Airbnb has targeted council employees with online adverts. Does that count as lobbying?
“Just because it’s digital, and not over coffee, doesn’t mean it’s not,” says Niamh Kirk, an associate professor at the University of Limerick.
“We still feel there is an awful lot wrong with this one,” says Joe Clarke of Player’s Please and Dublin 8 Residents Association.
The headliner film sets the tone for the festival and its overall theme of climate justice, says Sean McCabe. Plus, it’s hugely entertaining, he says.
“The safety of the accommodation needs to be uncompromising,” says Louisa Santoro, CEO of the Mendicity Institution.
Existing cables from the 1970s and 80s will no longer be fit for purpose by 2030, so it will soon be time to start laying new ones under city streets, EirGrid says.
“At the moment you are just dealing with fake pharmacy windows and fake clothes shops,” says Labour Councillor Darragh Moriarty. “It’s hugely frustrating.
The records should show why Dublin Fire Brigade issued enforcement proceedings against privately operated homeless hostels in the city.
Former vendor Rosemary Fearsaor-Hughes says that, since the magazine no longer supports vendors, she finds its pleas for donations confusing.
Homelessness is likely to increase for the rest of this year, says Mike Allen, director of advocacy with Focus Ireland.
While the plans often are to develop urgently needed new housing, residents say existing community and recreational spaces are also needed.
It can’t buy them because they are above the price cap set by the government, says Sinn Féin TD Eoin Ó Broin, but there are no equivalent constraints on leasing.
During marathon meetings last week about the next city development plan, councillors voted to keep in local policies in the draft that likely clash with national guidelines.
These were some of the issues Dublin city councillors discussed at their July monthly meeting on Monday.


**Problem to solve:** With the records as your source, report how many lines contain "stroke". Add no other words.

(Figure dataset records)

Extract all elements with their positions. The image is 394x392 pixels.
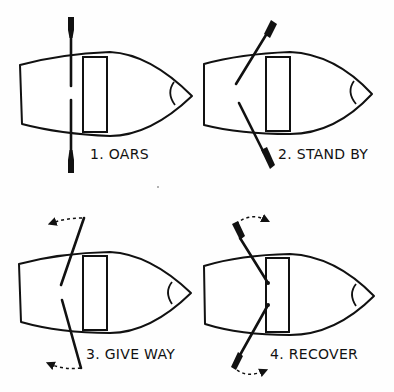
boats-drawing <box>0 0 394 392</box>
stroke-arrow-lower <box>237 370 264 374</box>
boat-seat <box>83 57 107 132</box>
stroke-arrow-upper <box>236 217 266 224</box>
panel-3-label: 3. GIVE WAY <box>86 346 175 362</box>
panel-4-label: 4. RECOVER <box>270 346 358 362</box>
stroke-arrow-lower <box>50 364 81 369</box>
stroke-arrow-upper <box>52 218 82 223</box>
boat-seat <box>266 258 289 332</box>
panel-1-label: 1. OARS <box>90 146 149 162</box>
panel-2-label: 2. STAND BY <box>278 146 368 162</box>
rowing-commands-figure: 1. OARS 2. STAND BY 3. GIVE WAY 4. RECOV… <box>0 0 394 392</box>
boat-seat <box>266 57 290 131</box>
paper-speck <box>157 186 159 188</box>
boat-seat <box>83 256 107 330</box>
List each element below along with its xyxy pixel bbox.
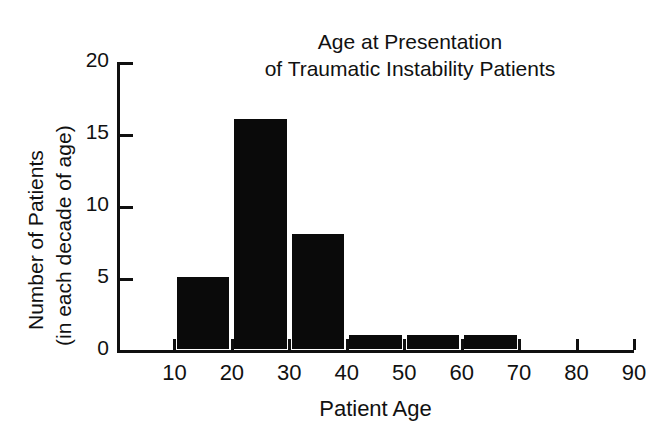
- y-tick-label-0: 0: [97, 336, 109, 360]
- x-axis-title: Patient Age: [117, 396, 634, 422]
- x-tick-label-20: 20: [220, 360, 244, 386]
- y-tick-label-10: 10: [86, 192, 109, 216]
- bar-40-50: [349, 335, 401, 349]
- y-tick-0: [120, 350, 133, 353]
- x-tick-label-80: 80: [564, 360, 588, 386]
- y-tick-10: [120, 206, 133, 209]
- y-tick-label-5: 5: [97, 264, 109, 288]
- bar-20-30: [234, 119, 286, 349]
- x-tick-70: [518, 339, 521, 350]
- y-tick-5: [120, 278, 133, 281]
- bar-60-70: [464, 335, 516, 349]
- chart-figure: Age at Presentation of Traumatic Instabi…: [0, 0, 671, 443]
- bar-50-60: [407, 335, 459, 349]
- x-tick-label-50: 50: [392, 360, 416, 386]
- chart-title-line-1: Age at Presentation: [230, 28, 590, 55]
- y-tick-20: [120, 62, 133, 65]
- x-tick-label-10: 10: [162, 360, 186, 386]
- y-tick-label-15: 15: [86, 120, 109, 144]
- x-tick-label-60: 60: [449, 360, 473, 386]
- x-tick-label-70: 70: [507, 360, 531, 386]
- y-tick-15: [120, 134, 133, 137]
- bar-30-40: [292, 234, 344, 349]
- x-tick-90: [633, 339, 636, 350]
- y-tick-label-20: 20: [86, 48, 109, 72]
- x-tick-80: [576, 339, 579, 350]
- x-tick-label-30: 30: [277, 360, 301, 386]
- y-axis-tick-labels: 05101520: [45, 62, 109, 353]
- bar-10-20: [177, 277, 229, 349]
- x-tick-label-90: 90: [622, 360, 646, 386]
- x-tick-label-40: 40: [335, 360, 359, 386]
- plot-area: 05101520 102030405060708090: [117, 62, 634, 352]
- x-axis-spine: [117, 350, 634, 353]
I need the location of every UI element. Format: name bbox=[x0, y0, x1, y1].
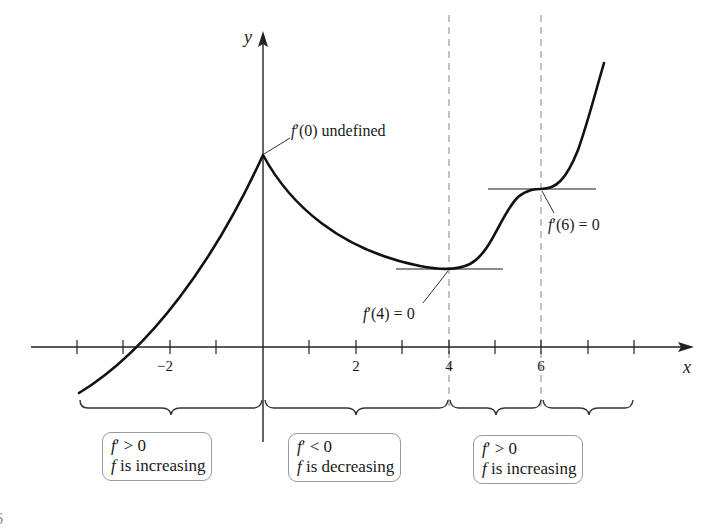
interval-box-decreasing: f′ < 0 f is decreasing bbox=[288, 433, 401, 482]
x-tick-label-neg2: −2 bbox=[157, 358, 173, 375]
leader-line-plateau bbox=[542, 191, 554, 213]
annotation-min-text: ′(4) = 0 bbox=[367, 305, 414, 322]
box2-sign: ′ < 0 bbox=[302, 437, 332, 456]
interval-braces bbox=[80, 400, 633, 415]
y-axis-label: y bbox=[244, 28, 252, 46]
x-axis-label: x bbox=[683, 358, 691, 376]
x-tick-label-2: 2 bbox=[352, 358, 360, 375]
brace-interval-2 bbox=[265, 400, 448, 415]
annotation-cusp-text: ′(0) undefined bbox=[295, 122, 385, 139]
box1-behavior: is increasing bbox=[116, 456, 206, 475]
annotation-min: f′(4) = 0 bbox=[363, 305, 415, 323]
brace-interval-4 bbox=[543, 400, 633, 415]
annotation-plateau-text: ′(6) = 0 bbox=[552, 216, 599, 233]
interval-box-increasing-left: f′ > 0 f is increasing bbox=[102, 432, 212, 481]
brace-interval-3 bbox=[450, 400, 541, 415]
box2-behavior: is decreasing bbox=[302, 457, 395, 476]
leader-line-min bbox=[423, 271, 448, 303]
box1-sign: ′ > 0 bbox=[116, 436, 146, 455]
leader-line-cusp bbox=[264, 138, 290, 154]
annotation-plateau: f′(6) = 0 bbox=[548, 216, 600, 234]
brace-interval-1 bbox=[80, 400, 262, 415]
x-tick-label-4: 4 bbox=[445, 358, 453, 375]
interval-box-increasing-right: f′ > 0 f is increasing bbox=[473, 435, 583, 484]
box3-behavior: is increasing bbox=[487, 459, 577, 478]
box3-sign: ′ > 0 bbox=[487, 439, 517, 458]
x-tick-label-6: 6 bbox=[537, 358, 545, 375]
annotation-cusp: f′(0) undefined bbox=[291, 122, 386, 140]
function-curve bbox=[79, 63, 604, 393]
figure-number-fragment: 6 bbox=[0, 510, 3, 528]
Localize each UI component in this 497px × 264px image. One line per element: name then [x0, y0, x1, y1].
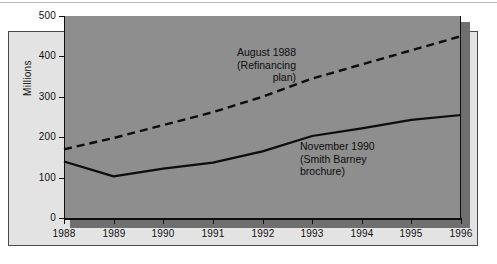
series-overlay — [0, 0, 497, 264]
chart-figure: Millions 0100200300400500 19881989199019… — [0, 0, 497, 264]
annotation-august-1988: August 1988 (Refinancing plan) — [176, 46, 296, 84]
annotation-november-1990: November 1990 (Smith Barney brochure) — [300, 140, 430, 178]
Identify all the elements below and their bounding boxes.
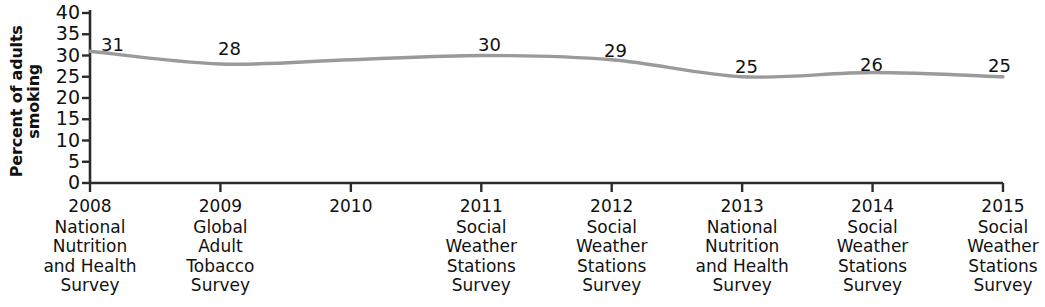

**Expected answer:** 4